21 September 2023, The Tablet

The importance of family in raising a child



The importance of family in raising a child

Children's Commissioner for England Dame Rachel de Souza talks to children at Harris Westminster Sixth Form in London.
PA Images / Alamy

Dame Rachel de Souza, the Children’s Commissioner for England, emphasised the importance of strong families in the Catholic Union’s annual Craigmyle lecture. 

She said strong families are the fabric of any healthy society but that “the government tends to see families for the collection of challenges they face, rather than the innate power they hold”.

In evidence gathered by her office, 78 per cent of young people said they would turn to family first with a problem.

The Catholic Union, along with other groups, has been making the case that stronger families are at the heart of tackling many of the challenges society is facing.

Dame Rachel told the audience of almost 100 people that “over the years I have come to believe there is one institution more powerful, more important, more transformational for children than a school – and that is the family.”

Speaking at the University of Notre Dame London campus, she said that “strong families are the fabric of any healthy society…” but that “the government tends to see families for the collection of challenges they face, rather than the innate power they hold.”

A practising Catholic, she spoke about the importance of her faith. “St Ignatius’ reform spirit deeply influenced me and inspires me still in all my work,” she said.

“Children have told me that they do not believe that it is solely the role of the state to provide for them. The Church has an important role in shaping the world we want to live in,” she said.

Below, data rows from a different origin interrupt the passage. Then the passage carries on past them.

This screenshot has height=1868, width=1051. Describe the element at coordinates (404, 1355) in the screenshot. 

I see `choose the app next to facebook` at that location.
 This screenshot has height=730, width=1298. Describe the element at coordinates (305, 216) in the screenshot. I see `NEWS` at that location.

She used the lecture to announce the Big Ambition, a national survey of young people on what they think is important in the run-up to the next general election. It follows an earlier survey, the Big Ask.

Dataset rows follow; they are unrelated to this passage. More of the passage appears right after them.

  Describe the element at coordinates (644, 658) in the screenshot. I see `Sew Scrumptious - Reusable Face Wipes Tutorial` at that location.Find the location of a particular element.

“When we asked children what was holding them back in England in 2021, a 16-year-old boy told us something sad: ‘The social stigma of children from lower class backgrounds trying to achieve something bigger than themselves.’ Let me repeat that one more time, this young child was saying to me that the biggest thing he worried about was the stigma of children from lower class backgrounds trying to achieve something bigger than themselves. We should tell him of course that there is nothing bigger than the lives of children. So – not to scorn ambition – we could try to build something equal to it. It is my mission to make England the best place in the world for children to grow up.”